Friday, July 27, 2001
Two months ago, the Legislature, Gov. Ridge and Pennsylvania's teacher unions hatched a late-night deal that enacted the administration's latest education overhaul, in exchange for hefty pension increases for school employees, state workers and legislators.
The governor got a back-door vouchers program funded by corporate tax credits and the go-ahead on a nebulous option called "independent schools." In exchange for the Pennsylvania State Education Association and the Pennsylvania Federation of Teachers dropping their opposition to such proposals, school employees were given a 25 percent increase in future pensions and legislators got a 50 percent pension jump.
It was not hard for the Post-Gazette and others to condemn the package. No one in the Legislature made a financial case for the pension improvements. No one subjected the education proposals or pension plans to public debate. And it was disturbing to see legitimate skepticism about new ways to fund and deliver education snuffed out for a price.
Two months later, there's another reason that this unholy pact appears hasty and ill-conceived. State and school employees who are already retired reacted bitterly when it became known that the agreement contained no provision to improve their pensions.
In other states, pension boards decide when it's time for retired public employees to receive cost-of-living increases. But in Pennsylvania, it takes an act of the Legislature to approve even a modest raise for retirees. And if the pensioners get overlooked in the kind of midnight run it took to pass May's stealth pension bill, they have to start from scratch to build political support for their next increase.
That is no way to adjust the pensions of a quarter-million people who used to serve the public.
Now it's clear that there were substantive as well as procedural problems with the bill ---- not that process and substance are unrelated. Indeed, had the pension increase been a matter of open debate, it would have occurred to lawmakers that that was also the appropriate time to consider a cost-of-living adjustment for retirees.
Retired state workers ---- whether teachers, clerks, police or janitors ---- typically get a cost-of-living increase approved by the Legislature every four or five years.
The last one came in 1998, with increases ranging from 1.86 percent for recent retirees to 25 percent for longtime pensioners. They, like other retired workers, know the eroded buying power of a fixed income.
While the deal between Gov. Ridge, the Legislature and the teachers unions is over and done, there is unfinished business regarding those who are already living on pensions.
With the support of the PSEA and the PFT, the General Assembly needs to review this fall whether it's time for another cost-of-living increase for state and school retirees. Better than that would be a new law that removes the question of future pension improvements from the realm of politics -- and places it in the hands of the appropriate retirement board.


→ **TASK INSTRUCTIONS**: Whenever a line of the material contains the string "Year", it should be copied.

→ **INPUT**:
============

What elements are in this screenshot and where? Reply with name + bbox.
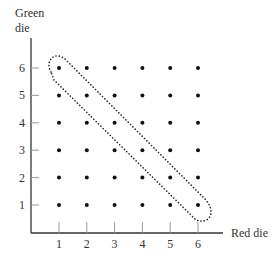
- outcome-dot: [85, 203, 89, 207]
- outcome-dot: [113, 93, 117, 97]
- x-tick-label: 2: [84, 237, 90, 251]
- outcome-dot: [57, 121, 61, 125]
- outcome-dot: [168, 203, 172, 207]
- sample-space-diagram: [0, 0, 280, 259]
- outcome-dot: [85, 66, 89, 70]
- outcome-dot: [113, 176, 117, 180]
- outcome-dot: [57, 203, 61, 207]
- outcome-dot: [57, 66, 61, 70]
- outcome-dot: [168, 176, 172, 180]
- outcome-dot: [196, 66, 200, 70]
- y-tick-label: 4: [19, 116, 25, 130]
- x-tick-label: 4: [139, 237, 145, 251]
- sum-seven-loop: [49, 56, 211, 221]
- outcome-dot: [57, 176, 61, 180]
- outcome-dot: [85, 121, 89, 125]
- outcome-dot: [168, 121, 172, 125]
- outcome-dot: [113, 148, 117, 152]
- x-tick-label: 5: [167, 237, 173, 251]
- outcome-dot: [140, 176, 144, 180]
- outcome-dot: [140, 93, 144, 97]
- y-tick-label: 6: [19, 61, 25, 75]
- outcome-dot: [196, 148, 200, 152]
- x-tick-label: 3: [112, 237, 118, 251]
- outcome-dot: [57, 93, 61, 97]
- outcome-dot: [168, 66, 172, 70]
- outcome-dot: [113, 66, 117, 70]
- outcome-dot: [196, 203, 200, 207]
- outcome-dot: [196, 93, 200, 97]
- outcome-dot: [140, 121, 144, 125]
- outcome-dot: [85, 176, 89, 180]
- outcome-dot: [57, 148, 61, 152]
- y-tick-label: 1: [19, 198, 25, 212]
- outcome-dot: [85, 93, 89, 97]
- x-tick-label: 6: [195, 237, 201, 251]
- outcome-dot: [196, 176, 200, 180]
- outcome-dot: [196, 121, 200, 125]
- y-tick-label: 3: [19, 143, 25, 157]
- y-tick-label: 2: [19, 171, 25, 185]
- outcome-dot: [140, 148, 144, 152]
- x-tick-label: 1: [56, 237, 62, 251]
- y-tick-label: 5: [19, 88, 25, 102]
- outcome-dot: [168, 93, 172, 97]
- outcome-dot: [113, 203, 117, 207]
- outcome-dot: [168, 148, 172, 152]
- outcome-dot: [140, 203, 144, 207]
- outcome-dot: [140, 66, 144, 70]
- outcome-dot: [85, 148, 89, 152]
- outcome-dot: [113, 121, 117, 125]
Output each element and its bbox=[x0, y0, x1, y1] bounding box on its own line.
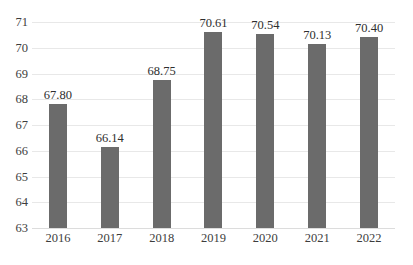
bar-2019 bbox=[204, 32, 222, 228]
y-tick-label: 65 bbox=[16, 170, 29, 183]
x-tick-group: 2022 bbox=[343, 232, 395, 245]
plot-area: 67.8066.1468.7570.6170.5470.1370.40 bbox=[32, 22, 395, 228]
x-tick-label: 2016 bbox=[32, 232, 84, 245]
y-tick-label: 63 bbox=[16, 222, 29, 235]
bar-2017 bbox=[101, 147, 119, 228]
x-tick-label: 2017 bbox=[84, 232, 136, 245]
bar-value-label: 70.61 bbox=[199, 17, 227, 30]
gridline-63 bbox=[32, 228, 395, 229]
bar-2020 bbox=[256, 34, 274, 228]
bar-2022 bbox=[360, 37, 378, 228]
x-tick-group: 2020 bbox=[239, 232, 291, 245]
x-tick-group: 2018 bbox=[136, 232, 188, 245]
y-tick-label: 66 bbox=[16, 145, 29, 158]
y-tick-label: 70 bbox=[16, 42, 29, 55]
bar-2018 bbox=[153, 80, 171, 228]
y-tick-label: 67 bbox=[16, 119, 29, 132]
y-tick-label: 69 bbox=[16, 67, 29, 80]
x-tick-label: 2020 bbox=[239, 232, 291, 245]
bar-group: 66.14 bbox=[84, 22, 136, 228]
bar-group: 70.54 bbox=[239, 22, 291, 228]
bar-value-label: 67.80 bbox=[44, 89, 72, 102]
x-tick-label: 2019 bbox=[188, 232, 240, 245]
bar-2016 bbox=[49, 104, 67, 228]
bar-value-label: 70.40 bbox=[355, 22, 383, 35]
bar-2021 bbox=[308, 44, 326, 228]
y-tick-label: 71 bbox=[16, 16, 29, 29]
y-axis: 636465666768697071 bbox=[0, 22, 28, 228]
bar-value-label: 68.75 bbox=[148, 65, 176, 78]
y-tick-label: 68 bbox=[16, 93, 29, 106]
x-axis: 2016201720182019202020212022 bbox=[32, 232, 395, 254]
bar-group: 67.80 bbox=[32, 22, 84, 228]
x-tick-group: 2016 bbox=[32, 232, 84, 245]
bar-value-label: 66.14 bbox=[96, 132, 124, 145]
x-tick-group: 2021 bbox=[291, 232, 343, 245]
bar-group: 70.61 bbox=[188, 22, 240, 228]
x-tick-label: 2018 bbox=[136, 232, 188, 245]
x-tick-group: 2017 bbox=[84, 232, 136, 245]
x-tick-label: 2021 bbox=[291, 232, 343, 245]
y-tick-label: 64 bbox=[16, 196, 29, 209]
bar-group: 70.13 bbox=[291, 22, 343, 228]
bar-value-label: 70.54 bbox=[251, 19, 279, 32]
bar-group: 70.40 bbox=[343, 22, 395, 228]
bar-value-label: 70.13 bbox=[303, 29, 331, 42]
x-tick-label: 2022 bbox=[343, 232, 395, 245]
bar-group: 68.75 bbox=[136, 22, 188, 228]
x-tick-group: 2019 bbox=[188, 232, 240, 245]
bar-chart: 636465666768697071 67.8066.1468.7570.617… bbox=[0, 0, 413, 265]
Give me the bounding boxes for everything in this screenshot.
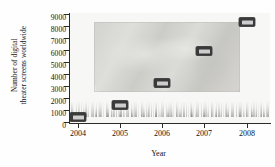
- data-point-marker: [239, 18, 255, 27]
- x-tick-label: 2005: [112, 130, 128, 138]
- data-point-marker: [154, 79, 170, 88]
- y-tick-label: 3000: [51, 86, 66, 94]
- x-tick-mark: [78, 124, 79, 128]
- y-axis-line: [69, 13, 70, 124]
- y-tick-label: 7000: [51, 38, 66, 46]
- y-axis-title: Number of digital theater screens worldw…: [10, 0, 28, 130]
- y-tick-label: 1000: [51, 110, 66, 118]
- data-point-marker: [70, 113, 86, 122]
- y-tick-label: 2000: [51, 98, 66, 106]
- y-tick-label: 0: [62, 122, 66, 130]
- y-tick-label: 9000: [51, 14, 66, 22]
- x-axis-line: [69, 123, 271, 124]
- y-tick-label: 8000: [51, 26, 66, 34]
- y-tick-label: 4000: [51, 74, 66, 82]
- x-tick-label: 2008: [239, 130, 255, 138]
- x-tick-mark: [247, 124, 248, 128]
- x-tick-mark: [204, 124, 205, 128]
- x-tick-label: 2007: [196, 130, 212, 138]
- baseline-texture-band: [71, 101, 269, 117]
- x-tick-label: 2006: [154, 130, 170, 138]
- chart-figure: Number of digital theater screens worldw…: [0, 0, 275, 167]
- y-tick-label: 6000: [51, 50, 66, 58]
- x-axis-title-text: Year: [151, 149, 166, 158]
- x-tick-mark: [120, 124, 121, 128]
- y-axis-tick-labels: 9000 8000 7000 6000 5000 4000 3000 2000 …: [36, 14, 66, 122]
- y-tick-label: 5000: [51, 62, 66, 70]
- x-axis-title: Year: [0, 149, 275, 158]
- data-point-marker: [196, 47, 212, 56]
- x-tick-mark: [162, 124, 163, 128]
- data-point-marker: [112, 101, 128, 110]
- x-tick-label: 2004: [70, 130, 86, 138]
- x-axis-tick-labels: 2004 2005 2006 2007 2008: [0, 130, 275, 144]
- plot-area: [70, 13, 270, 123]
- y-axis-title-line-2: theater screens worldwide: [19, 0, 28, 130]
- y-axis-title-line-1: Number of digital: [10, 0, 19, 130]
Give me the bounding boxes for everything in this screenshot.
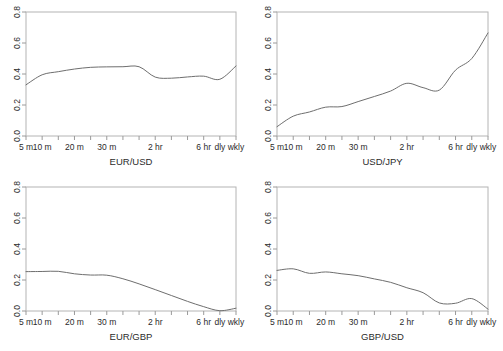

============

→ **EXERCISE SOLUTION**:
- x-axis-title-text: Year: [151, 149, 166, 158]
- x-axis-title: Year: [0, 149, 275, 158]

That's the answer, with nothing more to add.